Feroza insists on a Sunni nikaah and is adamant that her children be brought up according to Sunni teachings. She protests against her daughter being raised by the Nawab’s elder wife, who is Shia.
The daastaangoh deserves special mention. Kallan Mirza is no ordinary storyteller. His father had been a daastaangoh at the court of the Mughal emperor Bahadur Shah Zafar and, despite his obsessive indulgence in opium, Kallan narrates masterpieces that can captivate anyone — indeed, his audience “came from all classes, loved his passionate romancing, his tongue-in-cheek humour and somewhat oblique irony.”
Storytelling was a popular form of entertainment in the days when Feroza’s narrative arc is set, and the skilled tellers of tales had mastered the art of the cliffhanger, ‘ending’ the story at a critical, most exciting juncture that would compel listeners to return for the next session.
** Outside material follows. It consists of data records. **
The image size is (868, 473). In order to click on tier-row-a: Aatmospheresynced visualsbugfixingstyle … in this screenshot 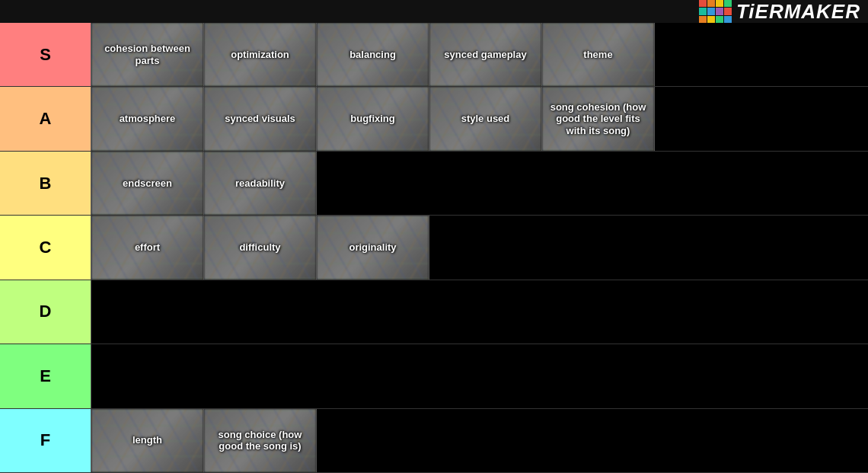, I will do `click(434, 119)`.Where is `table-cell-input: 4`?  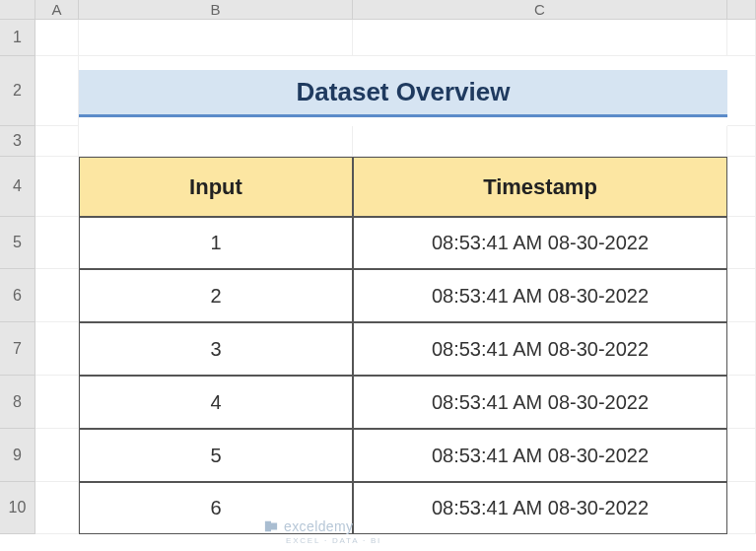
table-cell-input: 4 is located at coordinates (216, 402).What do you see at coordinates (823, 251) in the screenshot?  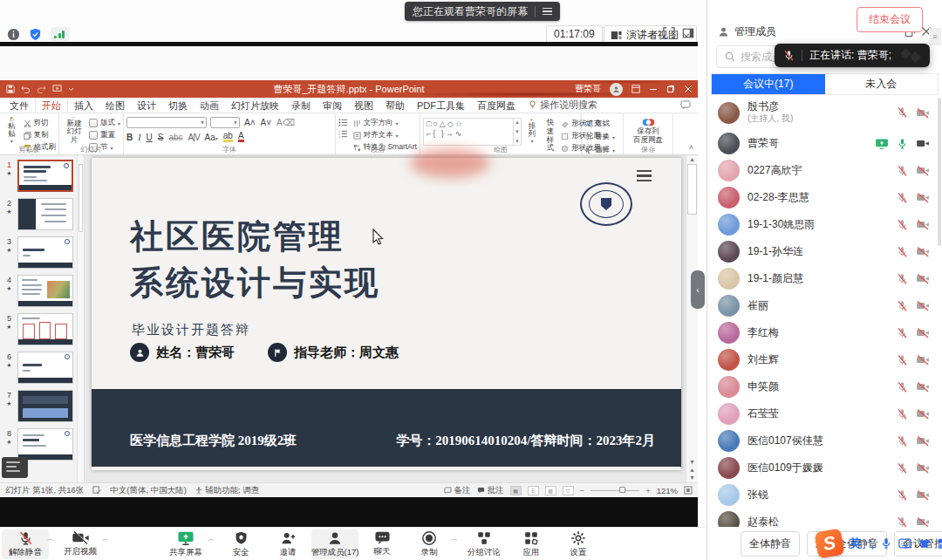 I see `member-row: 19-1-孙华连` at bounding box center [823, 251].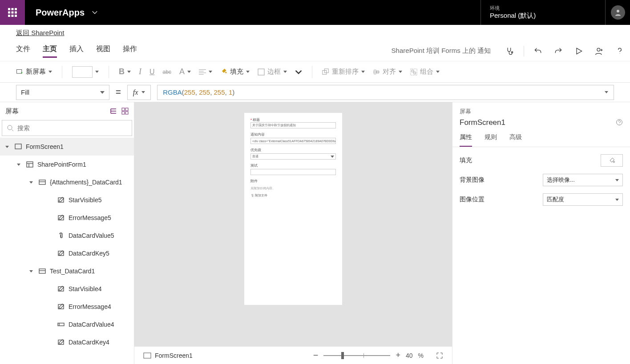  I want to click on help-button, so click(620, 51).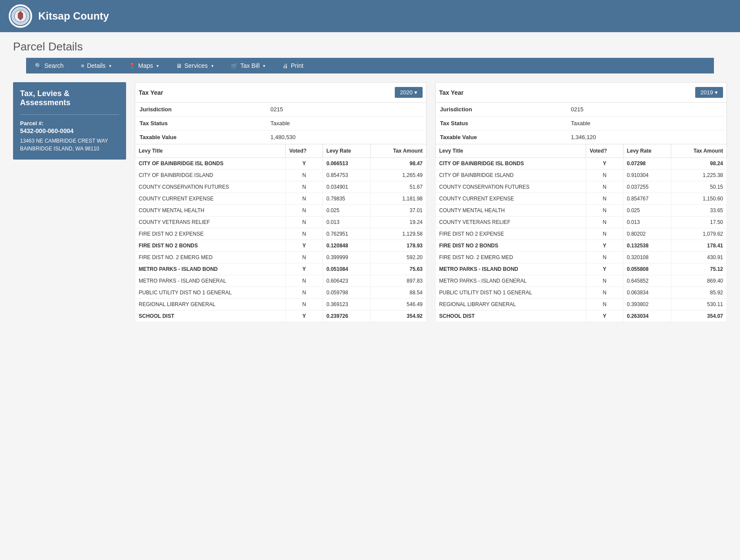 Image resolution: width=740 pixels, height=560 pixels. Describe the element at coordinates (501, 137) in the screenshot. I see `taxable-value-label: Taxable Value` at that location.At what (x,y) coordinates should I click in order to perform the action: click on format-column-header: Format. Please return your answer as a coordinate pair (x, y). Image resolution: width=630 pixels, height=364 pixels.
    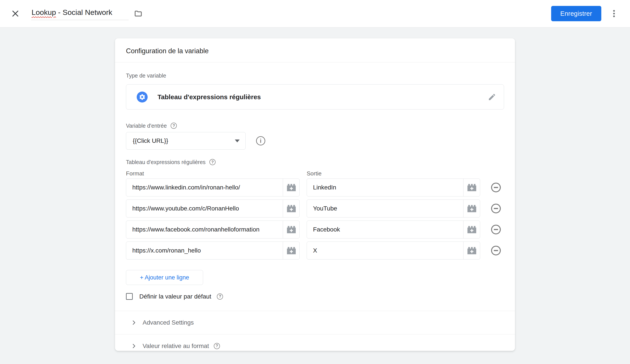
    Looking at the image, I should click on (213, 173).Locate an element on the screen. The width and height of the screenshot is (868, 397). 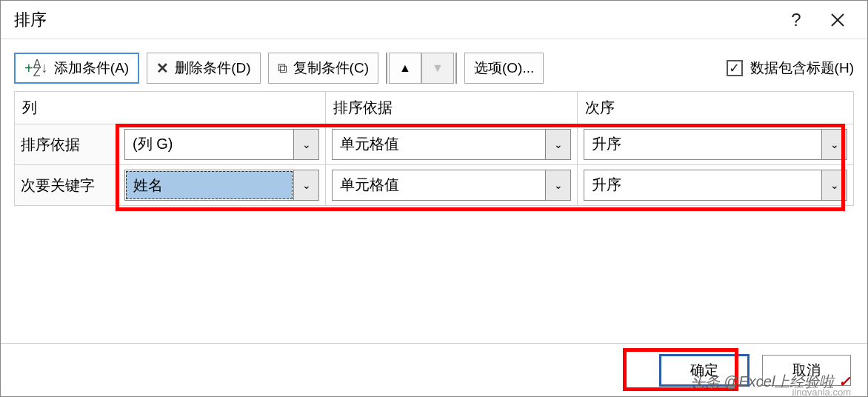
column-value: (列 G) is located at coordinates (209, 144).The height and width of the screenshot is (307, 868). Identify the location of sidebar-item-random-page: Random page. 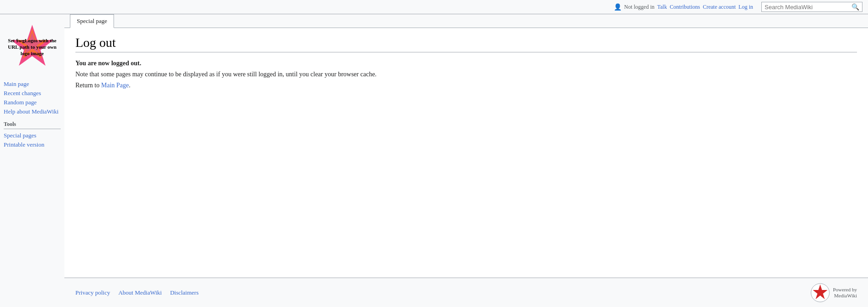
(32, 102).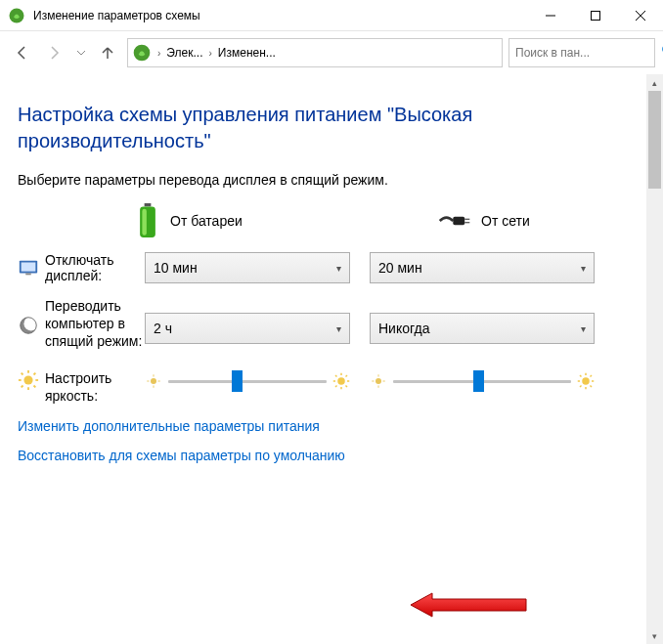 This screenshot has height=644, width=663. Describe the element at coordinates (482, 268) in the screenshot. I see `display-off-ac-dropdown: 20 мин ▾` at that location.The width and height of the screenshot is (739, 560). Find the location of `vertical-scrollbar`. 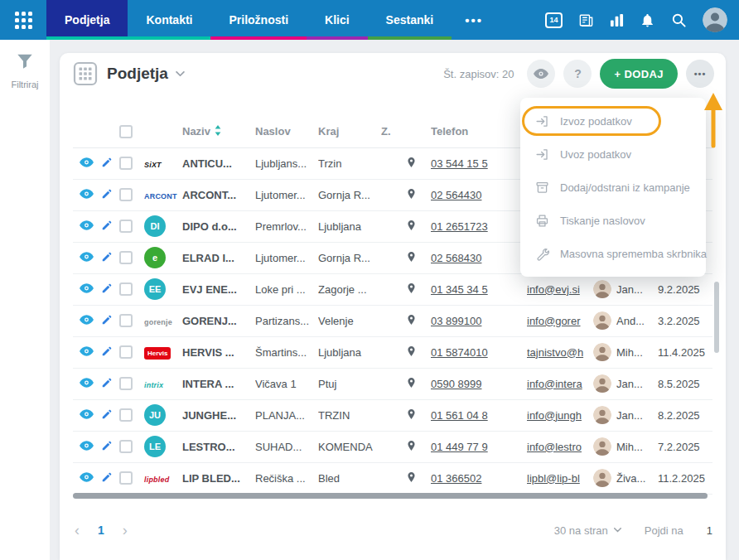

vertical-scrollbar is located at coordinates (717, 317). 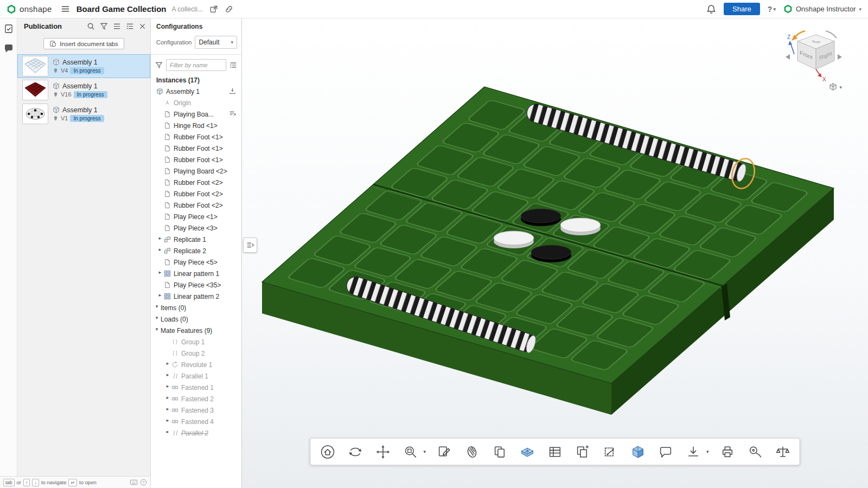 I want to click on tree-item: ▸Replicate 2, so click(x=196, y=251). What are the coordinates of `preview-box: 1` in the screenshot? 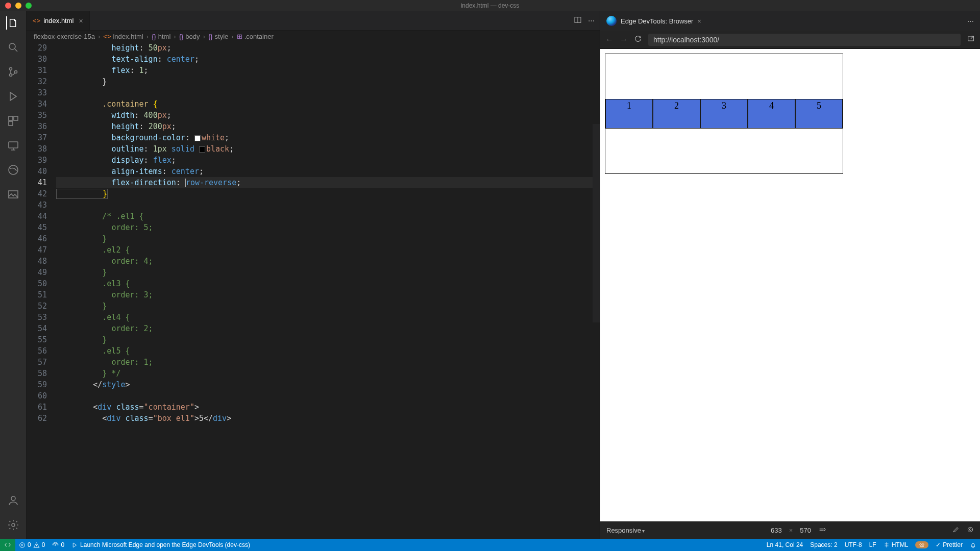 It's located at (629, 114).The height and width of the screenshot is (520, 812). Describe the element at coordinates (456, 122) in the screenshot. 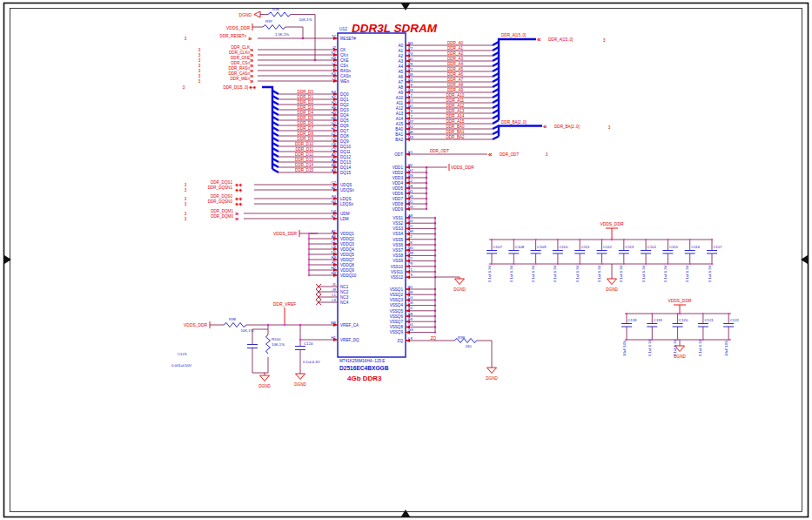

The stories also often presented the realities of the times, but in a cloaked manner. Kallan knows this well, for although his story is populated by jinns, fairies and otherworldly beings, it echoes the very real worlds of Feroza and the other begums, trapped in the Nawab’s harem. The women’s reality is not too far from the daastaangoh’s fiction.
One oddity of the book is the detailed captions of photographs that are not there. Although a work of fiction, the plot is inspired by real life and so the inclusion of vintage photographs is a nice touch in bringing readers closer to the novel’s world. But the actual photos are missing.
It may have something to do with the fact that Khan’s novel was initially published in India and there may be reasons why the pictures could not be included in the Pakistan-published version.
Whatever the case may have been, it would have been a good idea for the Pakistani publishers to have taken care, and if they could not have carried the photos in their edition, to have taken out the captions altogether.